The mastodonts rumbled their disappointment.

"Until the aurora," they called.

"Until the aurora…"

The two Fireheads approached him. One wore a coat of thick mammoth hide, to which much black-brown fur still clung, and it — no, he — wore a hat of bone from which smoke curled into the air. And the other, smaller, slighter, wore a coat that gleamed with the blue-white of mammoth ivory.

The male was Smokehat, of course. The Shaman’s face was a weather-beaten, wizened mask, etched deep by resentment and hatred. The Shaman’s tunic was made of an oddly shaped, almost hairless piece of hide. It had two broad holes, a flap of skin sewn over what looked like the root of a trunk, and its hair had been burned away in patches, exposing skin that was pink and scarred…

It was a face, Longtusk realized — the face of a mammoth, pulled off the skull, the trunk cut away and stretched out so that empty eye holes gaped. And not just any face: that swathe of purple-pink hairless scarring was unmistakable. This was a remnant of Pinkface, the Matriarch of Matriarchs.

This one brutal trophy, brandished by Smokehat, told him all he needed to know about the fate of the mammoths in the old land to the west.

And with the Shaman was Crocus, Matriarch of the Fireheads, the only Firehead in all history to ride a woolly mammoth. Her hair blew free in the slight wind — once fiery yellow, now a mass of stringy gray, dry and broken. Longtusk felt a touch of sadness.

There was a sharp pain at his cheek, a gush of warm blood. He looked down in disbelief.

Smokehat’s goad, long and bone-tipped, was splashed with Longtusk’s blood. The Shaman had slapped him as if he were an unruly calf.

"Baitho!" On your knees…

Longtusk reached down with his trunk, plucked the goad from the Shaman’s paw, and hurled it far into the dammed lake.

The Shaman was furious. He waved a bony fist in Longtusk’s face with impotent anger.

But now a stream of golden fluid arced from over Longtusk’s head and neatly landed on the Shaman’s bone hat. Smokehat, startled, stood stock still. The burning embers in his hat started to hiss, and thick yellow fluid trickled down his face.

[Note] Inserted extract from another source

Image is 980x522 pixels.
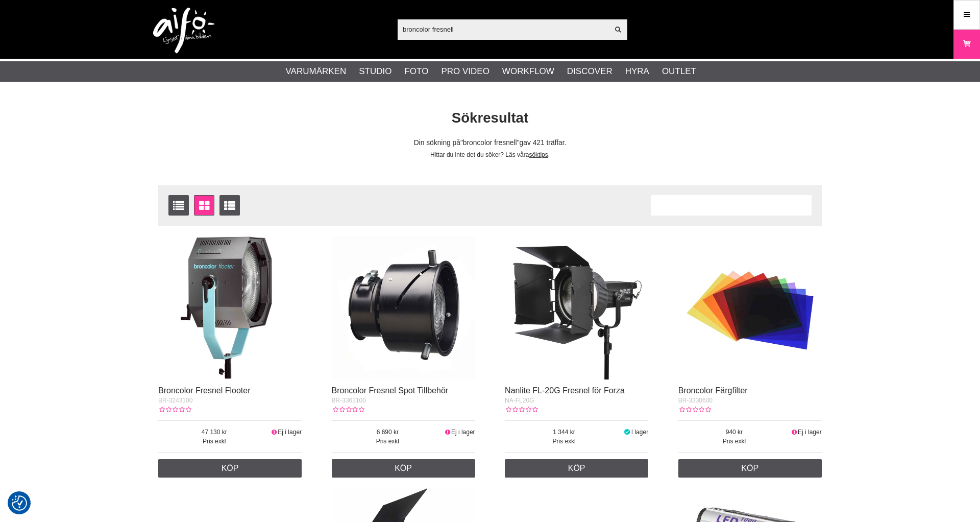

There was a bellow of guttural triumph from Longtusk’s back. It was Willow, of course. With surprising skill, he was urinating into the Shaman’s hat.

The Shaman, howling with rage, dragged the hat from his head and threw it to the ground. He jumped up and down on it, smashing the bones and scattering the embers. But then he yelped in pain — perhaps he had trodden on a burning coal or a shard of bone — and he fled, limping and yelling, acrid urine trickling over his bare scalp.